Krad Miner was the first javascript miner that supported GPUs. Now, the website yields a 502 error, and there has been no response to post #57 in the thread asking about it being dead. Does anyone know what happened to it?
-
1Maybe you should ask in the forum thread? I'm not entirely sure this is what stack exchange is for. This is more of a "have you seen person X" question. – Evil Spork Sep 04 '11 at 00:35
-
@Evil post #57 in the thread already asks that question, and I've made an edit to reflect that (though the edit may take time to be accepted). I don't see any problem having a discussion here about various interesting clients. – nealmcb Sep 04 '11 at 01:41
-
1@nealmcb the problematic word there is "discussion." StackExchange is a question & answer site, not a forum. It's meant for questions, answers and comment on those questions and answers - not discussion. That said, others have asked questions as to the status and whereabouts of other Bitcoin projects and systems and we've answered them without argument so it seems that unless I've missed a big discussion on meta this question should be acceptable so long as it's actually answerable. – David Perry Sep 04 '11 at 03:14
-
Alrighty, maybe so. I withdraw my complaint. – Evil Spork Sep 04 '11 at 03:24
-
Good point, @David - I agree that discussion is not useful here - but I also think I slipped when I used it, since this question is suitable for being answered, not just discussed. – nealmcb Sep 04 '11 at 06:23
-
Sorry guys, I forgot to prefix my title with "What happened to". Isn't this a legitimate question now? If I were to ask "what happened to MyBitcoin, that wouldn't have been legit?" If there are answers in the forum already, feel free to link to them. – ripper234 Sep 04 '11 at 06:30
-
@ripper234 Actually it looks like when I was making another edit, I started to try to improve the lead-in to the question title, but forgot and just deleted those words - sorry. – nealmcb Sep 05 '11 at 05:42
-
Oh. No worries, as long as it's fixed now. @nealmcb. – ripper234 Sep 05 '11 at 07:46
2 Answers
I purchased Krad Miner from the creator for the bounty cost of 50 BTC, and have released it as open source (Apache 2.0 license) on Github. Since the author has other projects using the Krad label, I have renamed it to Tumen Miner. I would currently consider it alpha-quality; I have not run it, merely cleaned it up as best I could.
In the short term, I plan to fund some minor testing and development on it. Longer term, I may start coding on it myself, if I ever find the free time. I welcome donations in the form of bug reports, code pull requests, and BTC to pay the coders.
Merry Christmas, coiners.

- 118
- 1
- 3
The creator took the service down after coming under DOS attacks. He offered to open source the software for a bounty, and eventually brought his offer price down to 50 Bitcoins. The message with the offer was on the kradminer website until a couple of weeks ago, and only recently has the site been inaccessible.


_REQUIRED ACTION_.
The answer must consist of each line below that contains the word "this", copied in full.

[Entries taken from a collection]

■ ■ ■ ■ ■

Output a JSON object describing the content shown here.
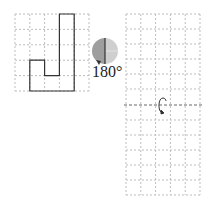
{
  "figure": {
    "left_grid": {
      "cols": 5,
      "rows": 5,
      "shape": "J-shaped polyomino outline"
    },
    "rotation_indicator": {
      "angle_label": "180°",
      "icon": "half-shaded-circle-rotation-icon"
    },
    "right_grid_top": {
      "cols": 5,
      "rows": 5,
      "state": "empty"
    },
    "divider": {
      "icon": "flip-arrow-icon",
      "style": "dashed"
    },
    "right_grid_bottom": {
      "cols": 5,
      "rows": 5,
      "state": "empty"
    }
  },
  "colors": {
    "grid_line": "#bdbdbd",
    "shape_outline": "#333333",
    "circle_dark": "#9e9e9e",
    "circle_light": "#cfcfcf"
  }
}
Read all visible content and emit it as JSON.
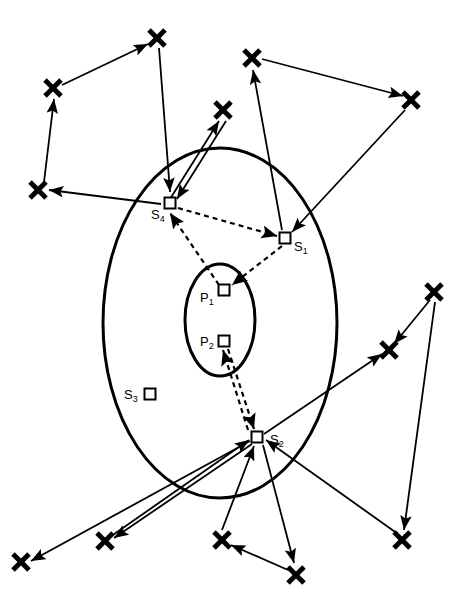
{
  "figure": {
    "title": "",
    "background": "#ffffff",
    "stroke": "#000000",
    "width": 461,
    "height": 613
  },
  "regions": [
    {
      "name": "outer-ellipse",
      "shape": "ellipse",
      "cx": 220,
      "cy": 323,
      "rx": 117,
      "ry": 175,
      "stroke_width": 3
    },
    {
      "name": "inner-ellipse",
      "shape": "ellipse",
      "cx": 220,
      "cy": 320,
      "rx": 35,
      "ry": 56,
      "stroke_width": 3
    }
  ],
  "nodes": [
    {
      "id": "S4",
      "label": "S",
      "sub": "4",
      "x": 170,
      "y": 203,
      "label_x": 151,
      "label_y": 219,
      "marker": "square"
    },
    {
      "id": "S1",
      "label": "S",
      "sub": "1",
      "x": 285,
      "y": 238,
      "label_x": 294,
      "label_y": 251,
      "marker": "square"
    },
    {
      "id": "P1",
      "label": "P",
      "sub": "1",
      "x": 224,
      "y": 290,
      "label_x": 200,
      "label_y": 302,
      "marker": "square"
    },
    {
      "id": "P2",
      "label": "P",
      "sub": "2",
      "x": 224,
      "y": 341,
      "label_x": 200,
      "label_y": 346,
      "marker": "square"
    },
    {
      "id": "S3",
      "label": "S",
      "sub": "3",
      "x": 150,
      "y": 394,
      "label_x": 124,
      "label_y": 399,
      "marker": "square"
    },
    {
      "id": "S2",
      "label": "S",
      "sub": "2",
      "x": 257,
      "y": 437,
      "label_x": 270,
      "label_y": 444,
      "marker": "square"
    }
  ],
  "crosses": [
    {
      "id": "x-top-left-upper",
      "x": 157,
      "y": 38
    },
    {
      "id": "x-left-upper",
      "x": 53,
      "y": 88
    },
    {
      "id": "x-left-mid",
      "x": 38,
      "y": 190
    },
    {
      "id": "x-top-center",
      "x": 223,
      "y": 110
    },
    {
      "id": "x-top-right-inner",
      "x": 252,
      "y": 58
    },
    {
      "id": "x-top-right-outer",
      "x": 411,
      "y": 100
    },
    {
      "id": "x-right-upper",
      "x": 434,
      "y": 292
    },
    {
      "id": "x-right-mid",
      "x": 389,
      "y": 350
    },
    {
      "id": "x-right-lower",
      "x": 402,
      "y": 540
    },
    {
      "id": "x-bottom-left-outer",
      "x": 21,
      "y": 562
    },
    {
      "id": "x-bottom-left-inner",
      "x": 105,
      "y": 541
    },
    {
      "id": "x-bottom-center",
      "x": 222,
      "y": 540
    },
    {
      "id": "x-bottom-center-low",
      "x": 296,
      "y": 575
    }
  ],
  "solid_edges": [
    {
      "id": "e1",
      "from": "x-left-upper",
      "to": "x-top-left-upper",
      "x1": 62,
      "y1": 85,
      "x2": 148,
      "y2": 44
    },
    {
      "id": "e2",
      "from": "x-left-mid",
      "to": "x-left-upper",
      "x1": 44,
      "y1": 182,
      "x2": 54,
      "y2": 99
    },
    {
      "id": "e3",
      "from": "x-top-left-upper",
      "to": "S4",
      "x1": 159,
      "y1": 48,
      "x2": 170,
      "y2": 192
    },
    {
      "id": "e4",
      "from": "S4",
      "to": "x-left-mid",
      "x1": 161,
      "y1": 204,
      "x2": 49,
      "y2": 190
    },
    {
      "id": "e5",
      "from": "S4",
      "to": "x-top-center",
      "x1": 170,
      "y1": 199,
      "x2": 219,
      "y2": 121
    },
    {
      "id": "e6",
      "from": "x-top-center",
      "to": "S4",
      "x1": 226,
      "y1": 121,
      "x2": 177,
      "y2": 199
    },
    {
      "id": "e7",
      "from": "x-top-right-inner",
      "to": "x-top-right-outer",
      "x1": 262,
      "y1": 59,
      "x2": 403,
      "y2": 96
    },
    {
      "id": "e8",
      "from": "S1",
      "to": "x-top-right-inner",
      "x1": 282,
      "y1": 230,
      "x2": 253,
      "y2": 70
    },
    {
      "id": "e9",
      "from": "x-top-right-outer",
      "to": "S1",
      "x1": 405,
      "y1": 110,
      "x2": 292,
      "y2": 232
    },
    {
      "id": "e10",
      "from": "x-right-upper",
      "to": "x-right-mid",
      "x1": 430,
      "y1": 300,
      "x2": 394,
      "y2": 344
    },
    {
      "id": "e11",
      "from": "S2",
      "to": "x-right-mid",
      "x1": 264,
      "y1": 434,
      "x2": 382,
      "y2": 354
    },
    {
      "id": "e12",
      "from": "x-right-upper",
      "to": "x-right-lower",
      "x1": 435,
      "y1": 302,
      "x2": 404,
      "y2": 530
    },
    {
      "id": "e13",
      "from": "S2",
      "to": "x-bottom-left-outer",
      "x1": 250,
      "y1": 441,
      "x2": 31,
      "y2": 561
    },
    {
      "id": "e14",
      "from": "x-bottom-left-inner",
      "to": "S2",
      "x1": 110,
      "y1": 537,
      "x2": 249,
      "y2": 440
    },
    {
      "id": "e15",
      "from": "S2",
      "to": "x-bottom-left-inner",
      "x1": 252,
      "y1": 444,
      "x2": 114,
      "y2": 538
    },
    {
      "id": "e16",
      "from": "x-bottom-center",
      "to": "S2",
      "x1": 222,
      "y1": 530,
      "x2": 254,
      "y2": 446
    },
    {
      "id": "e17",
      "from": "S2",
      "to": "x-bottom-center-low",
      "x1": 263,
      "y1": 445,
      "x2": 294,
      "y2": 563
    },
    {
      "id": "e18",
      "from": "x-bottom-center-low",
      "to": "x-bottom-center",
      "x1": 288,
      "y1": 570,
      "x2": 231,
      "y2": 545
    },
    {
      "id": "e19",
      "from": "x-right-lower",
      "to": "S2",
      "x1": 398,
      "y1": 534,
      "x2": 266,
      "y2": 440
    }
  ],
  "dashed_edges": [
    {
      "id": "d1",
      "from": "S4",
      "to": "S1",
      "x1": 178,
      "y1": 208,
      "x2": 277,
      "y2": 236
    },
    {
      "id": "d2",
      "from": "S1",
      "to": "P1",
      "x1": 282,
      "y1": 246,
      "x2": 232,
      "y2": 285
    },
    {
      "id": "d3",
      "from": "P1",
      "to": "S4",
      "x1": 219,
      "y1": 285,
      "x2": 170,
      "y2": 213
    },
    {
      "id": "d4",
      "from": "P2",
      "to": "S2",
      "x1": 228,
      "y1": 349,
      "x2": 254,
      "y2": 429
    },
    {
      "id": "d5",
      "from": "S2",
      "to": "P2",
      "x1": 248,
      "y1": 430,
      "x2": 223,
      "y2": 350
    }
  ],
  "legend": {
    "square_meaning": "sensor/point node",
    "cross_meaning": "external point",
    "dashed_meaning": "internal link",
    "solid_meaning": "external link"
  }
}
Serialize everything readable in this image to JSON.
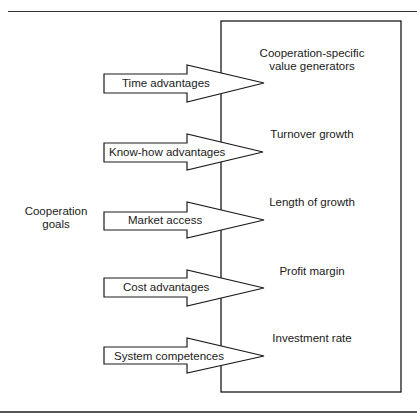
{
  "diagram": {
    "left_label": {
      "line1": "Cooperation",
      "line2": "goals"
    },
    "arrows": [
      {
        "label": "Time advantages"
      },
      {
        "label": "Know-how advantages"
      },
      {
        "label": "Market access"
      },
      {
        "label": "Cost advantages"
      },
      {
        "label": "System competences"
      }
    ],
    "box": {
      "title_line1": "Cooperation-specific",
      "title_line2": "value generators",
      "items": [
        {
          "label": "Turnover growth"
        },
        {
          "label": "Length of growth"
        },
        {
          "label": "Profit margin"
        },
        {
          "label": "Investment rate"
        }
      ]
    },
    "colors": {
      "stroke": "#1a1a1a",
      "fill": "#ffffff"
    }
  }
}
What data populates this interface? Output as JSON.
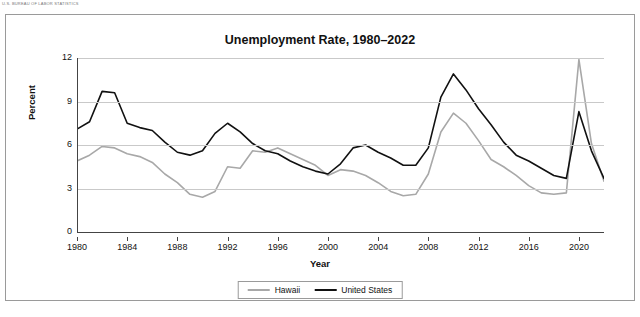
{
  "topnote": "U.S. BUREAU OF LABOR STATISTICS",
  "chart_data": {
    "type": "line",
    "title": "Unemployment Rate, 1980–2022",
    "xlabel": "Year",
    "ylabel": "Percent",
    "xlim": [
      1980,
      2022
    ],
    "ylim": [
      0,
      12
    ],
    "yticks": [
      "0",
      "3",
      "6",
      "9",
      "12"
    ],
    "ytick_values": [
      0,
      3,
      6,
      9,
      12
    ],
    "xticks": [
      "1980",
      "1984",
      "1988",
      "1992",
      "1996",
      "2000",
      "2004",
      "2008",
      "2012",
      "2016",
      "2020"
    ],
    "xtick_values": [
      1980,
      1984,
      1988,
      1992,
      1996,
      2000,
      2004,
      2008,
      2012,
      2016,
      2020
    ],
    "grid": true,
    "legend_position": "bottom",
    "x": [
      1980,
      1981,
      1982,
      1983,
      1984,
      1985,
      1986,
      1987,
      1988,
      1989,
      1990,
      1991,
      1992,
      1993,
      1994,
      1995,
      1996,
      1997,
      1998,
      1999,
      2000,
      2001,
      2002,
      2003,
      2004,
      2005,
      2006,
      2007,
      2008,
      2009,
      2010,
      2011,
      2012,
      2013,
      2014,
      2015,
      2016,
      2017,
      2018,
      2019,
      2020,
      2021,
      2022
    ],
    "series": [
      {
        "name": "Hawaii",
        "color": "#a8a8a8",
        "values": [
          4.9,
          5.3,
          5.9,
          5.8,
          5.4,
          5.2,
          4.8,
          4.0,
          3.4,
          2.6,
          2.4,
          2.8,
          4.5,
          4.4,
          5.6,
          5.5,
          5.8,
          5.4,
          5.0,
          4.6,
          3.9,
          4.3,
          4.2,
          3.9,
          3.4,
          2.8,
          2.5,
          2.6,
          4.0,
          6.9,
          8.2,
          7.5,
          6.3,
          5.0,
          4.5,
          3.9,
          3.2,
          2.7,
          2.6,
          2.7,
          11.9,
          6.1,
          3.5
        ]
      },
      {
        "name": "United States",
        "color": "#111111",
        "values": [
          7.1,
          7.6,
          9.7,
          9.6,
          7.5,
          7.2,
          7.0,
          6.2,
          5.5,
          5.3,
          5.6,
          6.8,
          7.5,
          6.9,
          6.1,
          5.6,
          5.4,
          4.9,
          4.5,
          4.2,
          4.0,
          4.7,
          5.8,
          6.0,
          5.5,
          5.1,
          4.6,
          4.6,
          5.8,
          9.3,
          10.9,
          9.8,
          8.5,
          7.4,
          6.2,
          5.3,
          4.9,
          4.4,
          3.9,
          3.7,
          8.3,
          5.6,
          3.7
        ]
      }
    ],
    "legend": [
      {
        "label": "Hawaii",
        "color": "#a8a8a8"
      },
      {
        "label": "United States",
        "color": "#111111"
      }
    ]
  }
}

■ ■ ■ ■ ■

_FINISHED TASK_.
Serialize everything readable in this image to JSON.
What data populates this interface? Output as JSON.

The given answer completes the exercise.